EasyMesh open standard managing the Wi-Fi home network

The latest Wi-Fi 6 standard enriched with EasyMesh is another example of how open software can offer a world of possibilities, not only ensuring high performance quality but also enabling interoperability between Wi-Fi extenders, along with standardized remote diagnostic and remediation capabilities. This enables NSPs to futureproof connected devices and take the burden of resolving several issues off the shoulders of subscribers.

Open software platforms are a catalyst for innovation

In the last few years, we have seen accelerated changes in consumers’ behaviors: consumption of premium content everywhere in the home and at any time, more frequent multi-user scenarios, the requirement for uninterrupted service throughout the home and an increased sensitivity to privacy and security topics. These changes have triggered new pain points that require the most attention and the allocation of dedicated resources to solve them while ensuring scalability across standardized platforms in order to answer consumers’ demand quickly. These pain points are also opening up new revenue opportunities for NSPs.

Innovation to manage the complexity of video applications

Open platforms support a growing array of home applications that extend way beyond traditional service offerings. As we discussed earlier, video services such as Disney+, Netflix, and Amazon Prime Video have been massively adopted by consumers who are adding these new OTT players to their existing TV services. In so doing, consumers are not only adding cost back into their connected home entertainment experience, they are also introducing a significant amount of complexity as each offering presents its own navigation, subscription, and content model. For many users, this can be difficult to manage, especially for content search, discovery, and recommendations. As a result, priority must be given to innovations revolving around vastly improved — and integrated —user interfaces that intuitively enhance the customer experience by proposing a more personalized content consumption.  Interaction design such as far field voice, for example, has become a critical new battle to differentiate.

Innovation to manage IoT with minimal user interventions

Similarly, a growing array of Wi-Fi and IoT offerings are now on the market from many different vendors. Consequently, we are seeing a heterogeneous mix of extenders, smart locks, health monitoring systems, intelligent appliances — and much more — that involve different in-home network and infrastructure resources. Bringing all of these moving parts together is challenging, but the latest technological developments are enabling their convergence. This is unachievable working across proprietary technologies that cannot communicate or interact with each other. Open platforms allow NSPs to produce offerings that help consumers manage multiple IoT services easily with a minimal need for user intervention.

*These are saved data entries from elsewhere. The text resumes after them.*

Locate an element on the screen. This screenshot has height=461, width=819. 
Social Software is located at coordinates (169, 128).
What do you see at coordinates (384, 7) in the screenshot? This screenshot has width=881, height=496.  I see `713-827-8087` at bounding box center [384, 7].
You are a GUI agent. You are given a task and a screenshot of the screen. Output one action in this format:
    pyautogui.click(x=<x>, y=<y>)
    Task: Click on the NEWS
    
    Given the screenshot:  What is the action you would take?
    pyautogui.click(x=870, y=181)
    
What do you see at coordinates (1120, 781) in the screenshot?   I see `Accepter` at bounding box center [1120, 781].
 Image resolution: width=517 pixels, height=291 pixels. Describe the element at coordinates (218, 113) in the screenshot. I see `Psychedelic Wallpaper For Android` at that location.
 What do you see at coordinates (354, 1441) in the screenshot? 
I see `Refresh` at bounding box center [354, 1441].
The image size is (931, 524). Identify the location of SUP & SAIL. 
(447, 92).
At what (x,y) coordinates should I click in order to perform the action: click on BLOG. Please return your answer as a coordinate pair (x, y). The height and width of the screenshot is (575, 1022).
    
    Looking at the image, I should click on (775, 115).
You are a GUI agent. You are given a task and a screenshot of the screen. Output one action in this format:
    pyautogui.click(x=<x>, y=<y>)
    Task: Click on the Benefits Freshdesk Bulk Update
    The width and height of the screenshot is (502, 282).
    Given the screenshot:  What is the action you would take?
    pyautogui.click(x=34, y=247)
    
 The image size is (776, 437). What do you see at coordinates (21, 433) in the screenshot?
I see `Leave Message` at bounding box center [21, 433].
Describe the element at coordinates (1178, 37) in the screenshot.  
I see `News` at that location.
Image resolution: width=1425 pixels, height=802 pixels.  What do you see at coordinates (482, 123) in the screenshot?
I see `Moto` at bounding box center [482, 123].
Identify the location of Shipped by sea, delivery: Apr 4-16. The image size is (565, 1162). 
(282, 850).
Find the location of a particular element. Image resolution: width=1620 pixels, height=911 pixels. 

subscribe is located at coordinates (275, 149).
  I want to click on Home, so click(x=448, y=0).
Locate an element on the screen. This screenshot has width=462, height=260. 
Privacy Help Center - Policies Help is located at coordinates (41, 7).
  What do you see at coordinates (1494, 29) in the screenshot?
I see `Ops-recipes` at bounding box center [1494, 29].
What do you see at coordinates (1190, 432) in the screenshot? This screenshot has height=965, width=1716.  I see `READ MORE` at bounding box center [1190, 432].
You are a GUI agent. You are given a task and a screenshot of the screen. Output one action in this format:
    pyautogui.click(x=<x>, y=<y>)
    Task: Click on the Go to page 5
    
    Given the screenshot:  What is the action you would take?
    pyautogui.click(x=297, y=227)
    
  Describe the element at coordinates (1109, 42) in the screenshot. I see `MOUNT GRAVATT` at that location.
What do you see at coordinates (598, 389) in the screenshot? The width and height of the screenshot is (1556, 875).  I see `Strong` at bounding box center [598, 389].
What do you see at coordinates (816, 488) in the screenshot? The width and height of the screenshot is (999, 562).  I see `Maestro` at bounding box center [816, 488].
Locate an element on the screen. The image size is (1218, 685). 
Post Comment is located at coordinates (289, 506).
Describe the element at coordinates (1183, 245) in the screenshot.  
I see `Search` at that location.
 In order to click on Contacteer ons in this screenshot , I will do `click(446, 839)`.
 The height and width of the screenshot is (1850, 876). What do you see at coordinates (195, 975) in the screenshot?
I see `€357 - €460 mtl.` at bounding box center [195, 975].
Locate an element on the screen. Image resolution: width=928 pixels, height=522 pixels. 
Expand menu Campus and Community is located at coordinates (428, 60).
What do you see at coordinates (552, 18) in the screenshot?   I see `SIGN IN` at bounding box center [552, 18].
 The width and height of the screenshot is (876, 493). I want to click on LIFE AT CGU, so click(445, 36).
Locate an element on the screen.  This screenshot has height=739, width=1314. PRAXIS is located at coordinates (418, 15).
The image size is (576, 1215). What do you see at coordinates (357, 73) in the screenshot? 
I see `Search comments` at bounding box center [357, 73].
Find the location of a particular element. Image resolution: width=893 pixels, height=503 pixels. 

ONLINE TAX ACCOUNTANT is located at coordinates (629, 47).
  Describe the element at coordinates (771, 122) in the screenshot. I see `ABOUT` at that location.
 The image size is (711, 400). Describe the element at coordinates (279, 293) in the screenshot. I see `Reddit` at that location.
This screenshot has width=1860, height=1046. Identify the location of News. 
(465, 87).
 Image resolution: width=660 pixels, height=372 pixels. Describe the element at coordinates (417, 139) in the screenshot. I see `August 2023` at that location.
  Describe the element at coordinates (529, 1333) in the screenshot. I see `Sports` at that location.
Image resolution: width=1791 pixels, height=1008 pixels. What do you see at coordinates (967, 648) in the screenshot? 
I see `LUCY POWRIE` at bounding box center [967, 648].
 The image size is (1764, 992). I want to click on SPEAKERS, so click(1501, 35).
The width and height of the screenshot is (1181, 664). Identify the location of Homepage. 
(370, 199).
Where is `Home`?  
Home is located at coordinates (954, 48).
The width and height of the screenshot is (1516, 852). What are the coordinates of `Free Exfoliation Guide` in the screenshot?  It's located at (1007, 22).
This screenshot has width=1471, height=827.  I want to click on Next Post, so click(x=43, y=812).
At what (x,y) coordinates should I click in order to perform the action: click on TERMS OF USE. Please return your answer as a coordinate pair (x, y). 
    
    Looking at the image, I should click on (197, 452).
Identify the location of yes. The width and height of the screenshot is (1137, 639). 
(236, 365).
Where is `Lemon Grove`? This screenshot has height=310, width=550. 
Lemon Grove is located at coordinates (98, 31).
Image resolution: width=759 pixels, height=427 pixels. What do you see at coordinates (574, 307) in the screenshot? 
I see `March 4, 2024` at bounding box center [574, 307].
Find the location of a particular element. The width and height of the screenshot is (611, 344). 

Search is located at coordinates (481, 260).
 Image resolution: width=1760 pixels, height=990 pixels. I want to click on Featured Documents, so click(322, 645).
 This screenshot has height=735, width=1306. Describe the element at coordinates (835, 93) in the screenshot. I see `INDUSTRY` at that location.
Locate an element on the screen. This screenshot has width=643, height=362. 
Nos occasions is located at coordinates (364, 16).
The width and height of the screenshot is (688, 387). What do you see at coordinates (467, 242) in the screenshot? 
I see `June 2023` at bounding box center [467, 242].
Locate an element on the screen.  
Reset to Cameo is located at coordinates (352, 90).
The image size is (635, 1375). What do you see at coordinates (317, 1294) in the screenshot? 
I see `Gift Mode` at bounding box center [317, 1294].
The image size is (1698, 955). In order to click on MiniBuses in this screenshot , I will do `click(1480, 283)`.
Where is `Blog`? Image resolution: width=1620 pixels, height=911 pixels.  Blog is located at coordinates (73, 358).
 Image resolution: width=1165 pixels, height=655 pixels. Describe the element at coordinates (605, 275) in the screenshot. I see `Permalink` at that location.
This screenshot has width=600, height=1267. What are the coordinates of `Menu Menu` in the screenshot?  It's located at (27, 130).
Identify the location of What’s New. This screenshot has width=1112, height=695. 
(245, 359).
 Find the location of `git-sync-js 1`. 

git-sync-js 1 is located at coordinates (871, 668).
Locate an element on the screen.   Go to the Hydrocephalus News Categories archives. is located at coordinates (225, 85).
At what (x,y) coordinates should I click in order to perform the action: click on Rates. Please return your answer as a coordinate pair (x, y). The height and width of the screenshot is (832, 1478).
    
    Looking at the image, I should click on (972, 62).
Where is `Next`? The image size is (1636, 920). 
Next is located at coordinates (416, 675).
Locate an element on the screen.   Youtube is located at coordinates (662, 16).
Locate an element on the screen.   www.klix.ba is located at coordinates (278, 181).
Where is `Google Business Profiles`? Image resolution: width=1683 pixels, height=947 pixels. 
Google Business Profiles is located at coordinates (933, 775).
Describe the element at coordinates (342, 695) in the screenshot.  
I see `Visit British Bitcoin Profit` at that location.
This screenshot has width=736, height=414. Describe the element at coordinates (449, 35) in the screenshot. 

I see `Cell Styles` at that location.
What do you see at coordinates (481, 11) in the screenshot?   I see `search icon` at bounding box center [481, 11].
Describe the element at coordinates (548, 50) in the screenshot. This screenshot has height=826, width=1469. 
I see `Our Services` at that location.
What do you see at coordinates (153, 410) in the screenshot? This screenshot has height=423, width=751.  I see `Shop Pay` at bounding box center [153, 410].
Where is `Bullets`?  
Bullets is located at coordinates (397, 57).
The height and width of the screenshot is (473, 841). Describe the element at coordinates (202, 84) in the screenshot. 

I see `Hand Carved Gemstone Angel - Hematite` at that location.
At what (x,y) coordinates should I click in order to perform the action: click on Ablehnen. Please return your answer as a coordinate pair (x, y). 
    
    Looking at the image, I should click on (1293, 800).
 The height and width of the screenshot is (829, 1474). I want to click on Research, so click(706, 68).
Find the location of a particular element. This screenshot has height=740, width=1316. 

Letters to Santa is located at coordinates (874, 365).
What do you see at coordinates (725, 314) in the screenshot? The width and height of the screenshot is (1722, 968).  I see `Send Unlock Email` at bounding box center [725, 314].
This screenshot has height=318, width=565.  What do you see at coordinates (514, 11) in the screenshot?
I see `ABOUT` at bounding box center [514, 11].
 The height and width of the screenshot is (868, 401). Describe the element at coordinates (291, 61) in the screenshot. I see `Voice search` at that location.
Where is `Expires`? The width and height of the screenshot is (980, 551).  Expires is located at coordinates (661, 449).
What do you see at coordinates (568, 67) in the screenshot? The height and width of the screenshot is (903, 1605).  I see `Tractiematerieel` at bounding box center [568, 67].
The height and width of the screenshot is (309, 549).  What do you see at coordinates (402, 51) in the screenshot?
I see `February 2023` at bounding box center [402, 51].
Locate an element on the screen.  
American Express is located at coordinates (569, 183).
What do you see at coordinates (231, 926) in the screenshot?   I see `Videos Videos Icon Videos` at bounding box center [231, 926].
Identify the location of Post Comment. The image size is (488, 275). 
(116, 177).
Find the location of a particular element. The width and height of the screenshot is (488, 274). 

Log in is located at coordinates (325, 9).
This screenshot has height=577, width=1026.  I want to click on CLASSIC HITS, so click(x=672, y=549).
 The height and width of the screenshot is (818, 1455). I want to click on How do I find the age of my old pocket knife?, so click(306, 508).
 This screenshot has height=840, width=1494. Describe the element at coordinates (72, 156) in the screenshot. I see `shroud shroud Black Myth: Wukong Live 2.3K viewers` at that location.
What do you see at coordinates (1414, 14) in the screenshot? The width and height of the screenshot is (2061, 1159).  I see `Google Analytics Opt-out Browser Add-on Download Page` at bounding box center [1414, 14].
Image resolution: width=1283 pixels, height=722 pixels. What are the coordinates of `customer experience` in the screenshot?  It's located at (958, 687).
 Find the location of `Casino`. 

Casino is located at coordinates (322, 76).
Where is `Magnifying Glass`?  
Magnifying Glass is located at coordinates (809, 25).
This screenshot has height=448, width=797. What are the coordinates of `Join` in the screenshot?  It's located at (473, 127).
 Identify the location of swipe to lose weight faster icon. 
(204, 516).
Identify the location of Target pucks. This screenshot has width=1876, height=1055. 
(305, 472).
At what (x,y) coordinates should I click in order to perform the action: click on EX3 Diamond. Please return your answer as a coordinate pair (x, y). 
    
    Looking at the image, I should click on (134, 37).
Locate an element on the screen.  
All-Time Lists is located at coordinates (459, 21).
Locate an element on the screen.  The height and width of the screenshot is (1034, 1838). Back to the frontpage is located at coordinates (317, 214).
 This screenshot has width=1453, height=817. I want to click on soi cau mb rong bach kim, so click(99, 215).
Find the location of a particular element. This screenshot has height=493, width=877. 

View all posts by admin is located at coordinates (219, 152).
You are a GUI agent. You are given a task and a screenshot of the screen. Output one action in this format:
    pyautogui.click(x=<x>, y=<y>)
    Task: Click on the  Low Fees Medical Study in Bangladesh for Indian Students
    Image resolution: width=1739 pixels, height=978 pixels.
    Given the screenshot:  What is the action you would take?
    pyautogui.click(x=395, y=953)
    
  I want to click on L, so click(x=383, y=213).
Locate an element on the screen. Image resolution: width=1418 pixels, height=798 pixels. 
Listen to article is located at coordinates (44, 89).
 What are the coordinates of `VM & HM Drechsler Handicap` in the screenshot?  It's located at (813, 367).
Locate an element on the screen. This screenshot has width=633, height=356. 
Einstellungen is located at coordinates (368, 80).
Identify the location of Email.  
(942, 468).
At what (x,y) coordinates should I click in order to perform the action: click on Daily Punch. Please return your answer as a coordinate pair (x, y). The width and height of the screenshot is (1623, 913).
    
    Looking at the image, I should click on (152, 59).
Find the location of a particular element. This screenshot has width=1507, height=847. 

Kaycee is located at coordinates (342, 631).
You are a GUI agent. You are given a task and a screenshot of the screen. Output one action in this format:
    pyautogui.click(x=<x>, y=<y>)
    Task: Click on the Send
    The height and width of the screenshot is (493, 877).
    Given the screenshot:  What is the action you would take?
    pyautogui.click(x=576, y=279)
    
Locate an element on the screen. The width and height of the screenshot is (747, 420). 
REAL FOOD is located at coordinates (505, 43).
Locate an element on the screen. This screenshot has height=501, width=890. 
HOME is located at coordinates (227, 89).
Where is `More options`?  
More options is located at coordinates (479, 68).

Innovation to reinforce privacy within the connected home

Another set of important issues revolve around cybersecurity. As new internet-enabled devices proliferate, it will be important to secure each of the growing number of endpoints as well as the data that is flowing through the network. Unlike computers and most mobile phones, IoT devices do not tend to have security measures like antivirus and privacy protection. This is an issue that NSPs can address if they choose a home gateway based on open standards, pre-integrating security applications like the ones proposed by Technicolor and its HERO partner CUJO AI.

Conclusion

In short, the experiences and services that are increasingly being demanded by consumers will only be met by deploying in-home CPE infrastructures that can interoperate across the technology stack and among different technology providers at any given layer. NSPs that implement an agile system of services based on open source architectures will find that they have created an infrastructure that will future-proof their role as indispensable partners in managing choice and complexity for their customers.